The army took full control of Tel Kalakh, driving out insurgents and ending an unofficial truce under which it had allowed a small rebel presence to remain for several months.

The fall of Tel Kalakh, 3km from the border with Lebanon, marks another gain for Assad after the capture of the rebel stronghold of Qusair this month, and consolidates his control around the central city of Homs, which links Damascus to his Alawite heartland overlooking the Mediterranean coast.

Like Qusair, Tel Kalakh was used by rebels in the early stages of the conflict as a transit point for weapons and fighters smuggled into Syria to join the fight against Assad.

Pro-Assad websites showed video footage of soldiers patrolling the town in armoured cars and on foot.

"Terrorist groups infiltrated and terrorised the local people," an army officer said in the video. "In response to the request of the local people, the army entered Tel Kalakh to cleanse the area and restore security."

Urgent military aid


The British-based Syrian Observatory for Human Rights, a pro-opposition monitoring group, said rebels left the town on Tuesday, retreating towards the nearby Crusader fort of Crac des Chevaliers. Three rebels were killed as the army moved in.

Six months ago, Assad's opponents were challenging the president's grip on parts of Damascus, but are now under fierce military pressure there, while their supply lines from neighbouring Jordan and Lebanon have steadily been choked off.

In response to Assad's gains, achieved with the support of Lebanon's pro-Iranian Hezbollah fighters who spearheaded the assault on Qusair, Western and Arab nations pledged at the weekend to send urgent military aid to the rebels.

Hezbollah's involvement has highlighted the increasingly sectarian dynamic in the Syrian conflict. Hezbollah and Tehran back Assad, whose Alawite minority is an offshoot of Shi'ite Islam, while Sunni Muslim states such as Turkey, Saudi Arabia and Qatar have stepped up support for the mainly Sunni rebels.

Radical Sunni militants from abroad, some of them linked to al-Qaeda, are also coming in to fight alongside the rebels.

Jordan's King Abdullah said the war could ignite conflict across the Middle East unless global powers helped to convene peace talks soon.

Bleak prospects for peace talks

"It has become clear to all that the Syrian crisis may extend from being a civil war to a regional and sectarian conflict...the extent of which is unknown," the monarch told Asharq al-Awsat newspaper in an interview.

"It is time for a more serious Arab and international co-ordination to stop the deterioration of the Syrian crisis. The situation cannot wait any longer," he added.

But prospects for proposed "Geneva 2" peace talks look bleak.

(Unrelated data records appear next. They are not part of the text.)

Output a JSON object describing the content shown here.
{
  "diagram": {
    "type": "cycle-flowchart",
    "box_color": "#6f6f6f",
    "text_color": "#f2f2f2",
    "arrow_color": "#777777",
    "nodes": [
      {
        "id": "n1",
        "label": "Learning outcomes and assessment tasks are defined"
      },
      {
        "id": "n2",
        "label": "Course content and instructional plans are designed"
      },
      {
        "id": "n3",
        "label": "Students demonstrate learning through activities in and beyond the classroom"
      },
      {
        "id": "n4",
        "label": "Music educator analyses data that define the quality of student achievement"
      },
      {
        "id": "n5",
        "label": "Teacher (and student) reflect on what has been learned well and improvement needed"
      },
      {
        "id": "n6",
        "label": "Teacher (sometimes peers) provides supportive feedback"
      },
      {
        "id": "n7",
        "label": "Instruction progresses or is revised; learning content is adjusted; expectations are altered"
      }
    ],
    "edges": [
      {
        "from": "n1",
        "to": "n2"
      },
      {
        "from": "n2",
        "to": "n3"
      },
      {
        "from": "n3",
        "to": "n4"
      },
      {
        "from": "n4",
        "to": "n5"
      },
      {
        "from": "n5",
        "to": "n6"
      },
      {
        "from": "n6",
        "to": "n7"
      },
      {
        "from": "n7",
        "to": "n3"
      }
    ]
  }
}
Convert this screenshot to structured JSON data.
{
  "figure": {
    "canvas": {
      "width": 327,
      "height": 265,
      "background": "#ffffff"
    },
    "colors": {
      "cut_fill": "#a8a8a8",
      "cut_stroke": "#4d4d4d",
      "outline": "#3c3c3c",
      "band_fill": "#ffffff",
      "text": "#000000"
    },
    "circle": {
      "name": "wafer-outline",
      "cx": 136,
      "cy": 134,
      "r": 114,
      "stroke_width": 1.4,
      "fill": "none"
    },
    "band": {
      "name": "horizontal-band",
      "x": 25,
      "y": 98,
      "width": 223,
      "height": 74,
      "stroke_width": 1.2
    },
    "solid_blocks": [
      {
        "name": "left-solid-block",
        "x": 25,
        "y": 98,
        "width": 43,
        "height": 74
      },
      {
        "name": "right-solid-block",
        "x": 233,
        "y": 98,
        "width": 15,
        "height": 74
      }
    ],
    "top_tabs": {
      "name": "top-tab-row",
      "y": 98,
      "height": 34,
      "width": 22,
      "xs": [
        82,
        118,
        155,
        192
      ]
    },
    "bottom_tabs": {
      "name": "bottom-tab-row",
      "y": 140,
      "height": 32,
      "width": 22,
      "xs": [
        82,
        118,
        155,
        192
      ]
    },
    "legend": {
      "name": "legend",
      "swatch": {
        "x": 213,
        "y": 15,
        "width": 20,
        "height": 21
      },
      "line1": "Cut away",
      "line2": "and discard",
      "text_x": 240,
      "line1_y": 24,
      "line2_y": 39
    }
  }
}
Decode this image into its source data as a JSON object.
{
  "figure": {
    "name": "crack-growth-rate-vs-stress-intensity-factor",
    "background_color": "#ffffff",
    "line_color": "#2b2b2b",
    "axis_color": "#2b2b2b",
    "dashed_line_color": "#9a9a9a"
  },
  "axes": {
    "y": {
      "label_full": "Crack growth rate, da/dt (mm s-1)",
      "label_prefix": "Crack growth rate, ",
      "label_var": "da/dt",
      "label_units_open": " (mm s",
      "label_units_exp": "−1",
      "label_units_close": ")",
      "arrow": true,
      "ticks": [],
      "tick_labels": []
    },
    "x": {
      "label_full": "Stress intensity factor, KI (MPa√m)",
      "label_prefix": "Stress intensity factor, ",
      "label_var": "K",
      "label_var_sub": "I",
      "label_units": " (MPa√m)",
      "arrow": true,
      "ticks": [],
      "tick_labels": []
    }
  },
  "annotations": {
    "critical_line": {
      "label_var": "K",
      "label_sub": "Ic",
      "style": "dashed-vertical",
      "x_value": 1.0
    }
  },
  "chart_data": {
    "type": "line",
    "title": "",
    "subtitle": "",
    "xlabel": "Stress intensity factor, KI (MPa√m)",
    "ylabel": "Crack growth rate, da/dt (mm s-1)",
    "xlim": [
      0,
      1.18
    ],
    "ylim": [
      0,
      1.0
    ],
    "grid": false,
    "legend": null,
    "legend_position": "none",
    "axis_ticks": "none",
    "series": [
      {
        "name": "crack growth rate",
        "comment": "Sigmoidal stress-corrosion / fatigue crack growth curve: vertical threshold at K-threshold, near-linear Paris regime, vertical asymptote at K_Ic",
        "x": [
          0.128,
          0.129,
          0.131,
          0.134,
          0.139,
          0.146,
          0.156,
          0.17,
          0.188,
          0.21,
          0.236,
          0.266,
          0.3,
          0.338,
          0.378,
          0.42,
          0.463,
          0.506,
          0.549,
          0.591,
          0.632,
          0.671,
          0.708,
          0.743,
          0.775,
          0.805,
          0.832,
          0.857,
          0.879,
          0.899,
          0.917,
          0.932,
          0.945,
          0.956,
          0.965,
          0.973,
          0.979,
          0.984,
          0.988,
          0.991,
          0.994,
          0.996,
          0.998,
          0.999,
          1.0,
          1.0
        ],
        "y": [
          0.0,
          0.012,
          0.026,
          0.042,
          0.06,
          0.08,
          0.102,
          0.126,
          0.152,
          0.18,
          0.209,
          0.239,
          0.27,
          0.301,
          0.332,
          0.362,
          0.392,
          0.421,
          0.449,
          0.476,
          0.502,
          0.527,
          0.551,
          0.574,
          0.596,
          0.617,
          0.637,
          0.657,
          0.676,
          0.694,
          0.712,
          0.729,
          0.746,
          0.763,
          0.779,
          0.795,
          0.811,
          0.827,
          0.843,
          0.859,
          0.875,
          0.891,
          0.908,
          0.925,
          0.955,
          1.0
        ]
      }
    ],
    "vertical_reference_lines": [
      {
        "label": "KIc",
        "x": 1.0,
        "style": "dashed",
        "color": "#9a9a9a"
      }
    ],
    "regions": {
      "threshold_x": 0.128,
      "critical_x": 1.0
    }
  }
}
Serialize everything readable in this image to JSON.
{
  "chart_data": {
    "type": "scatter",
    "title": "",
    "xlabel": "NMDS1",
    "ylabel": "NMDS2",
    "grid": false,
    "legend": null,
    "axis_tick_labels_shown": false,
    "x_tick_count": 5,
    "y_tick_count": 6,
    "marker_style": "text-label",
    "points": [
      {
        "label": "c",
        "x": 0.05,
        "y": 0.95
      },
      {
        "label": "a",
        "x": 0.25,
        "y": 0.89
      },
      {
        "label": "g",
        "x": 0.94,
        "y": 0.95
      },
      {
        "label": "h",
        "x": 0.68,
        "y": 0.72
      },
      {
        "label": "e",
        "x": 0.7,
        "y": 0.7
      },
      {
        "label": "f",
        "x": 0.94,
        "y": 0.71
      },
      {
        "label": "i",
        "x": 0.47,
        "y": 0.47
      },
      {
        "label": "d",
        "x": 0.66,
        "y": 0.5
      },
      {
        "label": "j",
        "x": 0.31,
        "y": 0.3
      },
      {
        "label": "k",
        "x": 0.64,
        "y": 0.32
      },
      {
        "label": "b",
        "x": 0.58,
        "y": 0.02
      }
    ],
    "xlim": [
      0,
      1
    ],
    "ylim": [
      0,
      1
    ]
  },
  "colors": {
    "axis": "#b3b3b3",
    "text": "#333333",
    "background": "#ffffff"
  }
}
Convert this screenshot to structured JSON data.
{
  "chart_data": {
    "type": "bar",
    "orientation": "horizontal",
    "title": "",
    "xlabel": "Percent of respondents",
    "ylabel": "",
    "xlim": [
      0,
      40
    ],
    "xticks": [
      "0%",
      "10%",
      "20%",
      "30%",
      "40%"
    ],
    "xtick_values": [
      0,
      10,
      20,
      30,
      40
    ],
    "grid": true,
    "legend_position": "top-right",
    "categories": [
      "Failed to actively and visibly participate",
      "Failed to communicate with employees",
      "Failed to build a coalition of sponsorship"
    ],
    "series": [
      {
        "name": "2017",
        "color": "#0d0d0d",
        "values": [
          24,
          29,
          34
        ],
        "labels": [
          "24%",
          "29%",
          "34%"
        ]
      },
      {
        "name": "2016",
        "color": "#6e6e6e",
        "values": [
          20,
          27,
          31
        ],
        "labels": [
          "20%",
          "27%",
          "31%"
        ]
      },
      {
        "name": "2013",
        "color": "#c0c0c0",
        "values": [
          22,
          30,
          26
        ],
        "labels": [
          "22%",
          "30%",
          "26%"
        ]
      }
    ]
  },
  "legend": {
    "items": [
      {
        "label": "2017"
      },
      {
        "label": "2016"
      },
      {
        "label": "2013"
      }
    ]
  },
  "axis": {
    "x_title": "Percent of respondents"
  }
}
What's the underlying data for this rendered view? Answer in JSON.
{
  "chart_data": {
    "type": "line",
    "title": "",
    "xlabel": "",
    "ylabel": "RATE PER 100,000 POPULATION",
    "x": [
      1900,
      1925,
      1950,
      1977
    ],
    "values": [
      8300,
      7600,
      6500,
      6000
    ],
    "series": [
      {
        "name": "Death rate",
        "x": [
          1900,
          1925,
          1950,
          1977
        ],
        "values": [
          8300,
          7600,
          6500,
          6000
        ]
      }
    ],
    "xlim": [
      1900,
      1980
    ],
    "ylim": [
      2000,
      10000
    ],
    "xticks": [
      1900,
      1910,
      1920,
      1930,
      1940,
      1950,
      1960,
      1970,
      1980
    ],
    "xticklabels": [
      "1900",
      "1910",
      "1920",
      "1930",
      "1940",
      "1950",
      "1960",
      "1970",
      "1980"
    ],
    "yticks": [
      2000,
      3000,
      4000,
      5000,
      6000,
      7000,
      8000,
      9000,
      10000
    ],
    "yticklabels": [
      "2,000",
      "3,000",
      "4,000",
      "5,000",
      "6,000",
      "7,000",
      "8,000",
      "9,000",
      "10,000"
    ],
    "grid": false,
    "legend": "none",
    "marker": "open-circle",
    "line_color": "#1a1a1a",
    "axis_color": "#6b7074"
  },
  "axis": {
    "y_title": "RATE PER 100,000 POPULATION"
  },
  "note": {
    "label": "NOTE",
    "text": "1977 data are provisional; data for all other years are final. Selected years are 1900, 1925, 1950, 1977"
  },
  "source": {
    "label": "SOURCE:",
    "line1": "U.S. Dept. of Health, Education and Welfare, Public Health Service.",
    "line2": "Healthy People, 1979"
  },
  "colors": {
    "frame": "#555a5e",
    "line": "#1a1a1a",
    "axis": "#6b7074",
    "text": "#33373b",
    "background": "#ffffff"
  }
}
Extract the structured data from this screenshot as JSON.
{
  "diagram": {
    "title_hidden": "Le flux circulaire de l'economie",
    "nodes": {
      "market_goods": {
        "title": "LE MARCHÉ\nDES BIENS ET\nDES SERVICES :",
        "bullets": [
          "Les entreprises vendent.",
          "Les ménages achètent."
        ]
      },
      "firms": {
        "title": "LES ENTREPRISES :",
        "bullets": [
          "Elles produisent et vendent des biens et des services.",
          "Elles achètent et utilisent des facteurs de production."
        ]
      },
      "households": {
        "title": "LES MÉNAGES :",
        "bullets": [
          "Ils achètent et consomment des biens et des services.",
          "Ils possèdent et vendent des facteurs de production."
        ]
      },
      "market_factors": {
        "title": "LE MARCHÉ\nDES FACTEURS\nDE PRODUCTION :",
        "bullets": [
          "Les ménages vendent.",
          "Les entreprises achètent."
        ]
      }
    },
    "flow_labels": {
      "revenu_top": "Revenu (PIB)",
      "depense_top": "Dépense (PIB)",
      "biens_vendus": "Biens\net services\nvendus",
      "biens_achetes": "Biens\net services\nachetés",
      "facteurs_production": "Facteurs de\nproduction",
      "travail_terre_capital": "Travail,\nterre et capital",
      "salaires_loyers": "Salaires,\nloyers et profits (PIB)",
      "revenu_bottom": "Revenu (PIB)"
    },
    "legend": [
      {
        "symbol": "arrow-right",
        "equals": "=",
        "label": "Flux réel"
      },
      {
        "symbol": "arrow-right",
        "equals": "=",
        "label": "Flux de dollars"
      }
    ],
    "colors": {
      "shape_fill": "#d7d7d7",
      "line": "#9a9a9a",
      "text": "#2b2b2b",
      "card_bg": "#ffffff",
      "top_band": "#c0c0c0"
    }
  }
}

Talks on Tuesday between the United States and Russia, which support opposing sides in Syria, produced no agreement on who should attend the conference or when it should be held.

Saudi Arabia, which views Shi'ite Iran as its arch-rival, has stepped up aid to Syrian rebels in recent months, supplying anti-aircraft missiles among other weapons.

"Syria is facing a double-edged attack. It is facing genocide by the government and an invasion from outside the government," Saudi Foreign Minister Prince Saud al-Faisal said on Tuesday. "[It] is facing a massive flow of weapons to aid and abet that invasion and that genocide. This must end."

The Observatory, which monitors violence through a network of security and medical sources in Syria, said the death toll from two years of conflict had risen above 100 000 - making it by far the deadliest of the uprisings to have swept the region.

10 000 detained

It said the figure included 18 000 rebel fighters and about 40 000 soldiers and pro-Assad militiamen. But the true number of combatants killed was likely to be double that due to both sides' secrecy in reporting casualties, it said.

In addition to the casualties, it said, 10 000 people had been detained by pro-Assad forces and 2 500 soldiers and loyalist militiamen had been captured by the rebels.

The United Nations has put the death toll from the 27-month-old conflict at 93 000 by the end of April.

The violence has fuelled instability and sectarian tensions in Syria's neighbours, particularly Iraq and Lebanon.

At least 40 people were killed this week in the Lebanese city of Sidon in clashes between the army and gunmen loyal to a firebrand Sunni cleric who backs the Syrian rebels and has urged Sunnis to challenge Hezbollah's military might in Lebanon.

On Wednesday, unidentified attackers stabbed at least five passengers on a bus carrying Syrians in Beirut, security sources said. None of the victims was seriously wounded, they said.